How to Calculate RC Time Constants
Learn how to calculate the RC time constant (τ = RC) for charging and discharging circuits, and how to use it to design timers, filters, and debounce circuits.
What the RC Time Constant Represents
The RC time constant (τ, tau) is the time it takes for a capacitor in series with a resistor to charge to approximately 63.2% of the supply voltage, or to discharge to approximately 36.8% of its initial voltage. The formula is simply τ = R × C, where R is resistance in ohms and C is capacitance in farads, giving τ in seconds. A 10 kΩ resistor (10,000 Ω) paired with a 100 µF capacitor (0.0001 F) gives τ = 10,000 × 0.0001 = 1 second.
Charging Equation
The voltage across the capacitor during charging follows an exponential curve: V(t) = Vs × (1 − e^(−t/τ)), where Vs is the supply voltage and e is Euler's number (≈2.718). At t = τ, V = Vs × (1 − e⁻¹) ≈ 0.632 × Vs. At t = 2τ, V ≈ 0.865 × Vs. At t = 5τ, V ≈ 0.993 × Vs, which is considered full charge for practical purposes. The charging current starts at its maximum (I = Vs/R) and decays exponentially as the capacitor voltage rises.
Discharging Equation
When a charged capacitor discharges through a resistor, the voltage follows: V(t) = V0 × e^(−t/τ), where V0 is the initial voltage. At t = τ, the voltage has fallen to V0/e ≈ 0.368 × V0 (36.8%). After 5τ the voltage is less than 1% of its initial value. The current during discharge starts at I = V0/R and decays at the same rate as the voltage. Knowing these equations allows you to design circuits that wait a predictable time before triggering.
Using RC Circuits as Timers
To find the time at which the capacitor reaches a specific threshold voltage Vth during charging, rearrange the charging equation: t = −τ × ln(1 − Vth/Vs). For a 555 timer in monostable mode, the timing capacitor charges to 2/3 of Vcc, so t = −τ × ln(1 − 2/3) = τ × ln(3) ≈ 1.1 × R × C. To produce a 1-second delay pulse with Vcc = 5 V, choosing C = 10 µF requires R = 1 / (1.1 × 0.00001) ≈ 91 kΩ; the nearest standard value is 91 kΩ.
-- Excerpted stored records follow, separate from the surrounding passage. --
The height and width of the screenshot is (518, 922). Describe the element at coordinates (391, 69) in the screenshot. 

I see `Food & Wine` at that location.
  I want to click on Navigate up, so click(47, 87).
RC Filters: Low-Pass and High-Pass
RC circuits act as frequency-selective filters. A low-pass filter (resistor in series, capacitor to ground) passes low frequencies and attenuates high frequencies. The −3 dB cutoff frequency is fc = 1 / (2π × R × C). A high-pass filter (capacitor in series, resistor to ground) passes high frequencies. At fc, the output is 3 dB below input (about 70.7% of the input amplitude). For a low-pass filter with R = 1 kΩ and C = 160 nF: fc = 1 / (2π × 1000 × 0.00000016) ≈ 1 kHz.
Switch Debouncing with RC Circuits
Mechanical switches produce multiple brief contact closures (bounce) when pressed, which digital circuits interpret as multiple button presses. An RC network on the switch output filters out these transitions by making the voltage change slowly relative to the bounce duration. A typical debounce RC with τ = 5–10 ms (e.g., 10 kΩ and 1 µF, τ = 10 ms) smooths the bounce. A Schmitt trigger (e.g., 74HC14) with hysteresis then converts the slow RC ramp back into a clean digital edge.
Choosing R and C Values for a Target Time Constant
To design for a specific τ, use τ = R × C and solve for either R or C given the other. Practical resistor values range from 1 Ω to 10 MΩ; practical capacitor values range from 1 pF to 10,000 µF. Very large resistors paired with large capacitors can achieve time constants of minutes or more. Leakage current in electrolytic capacitors limits accuracy for very long time constants — film capacitors are preferred for precision timing. Also consider that resistor tolerance (±1–5%) and capacitor tolerance (±5–20%) multiply to set the worst-case τ error.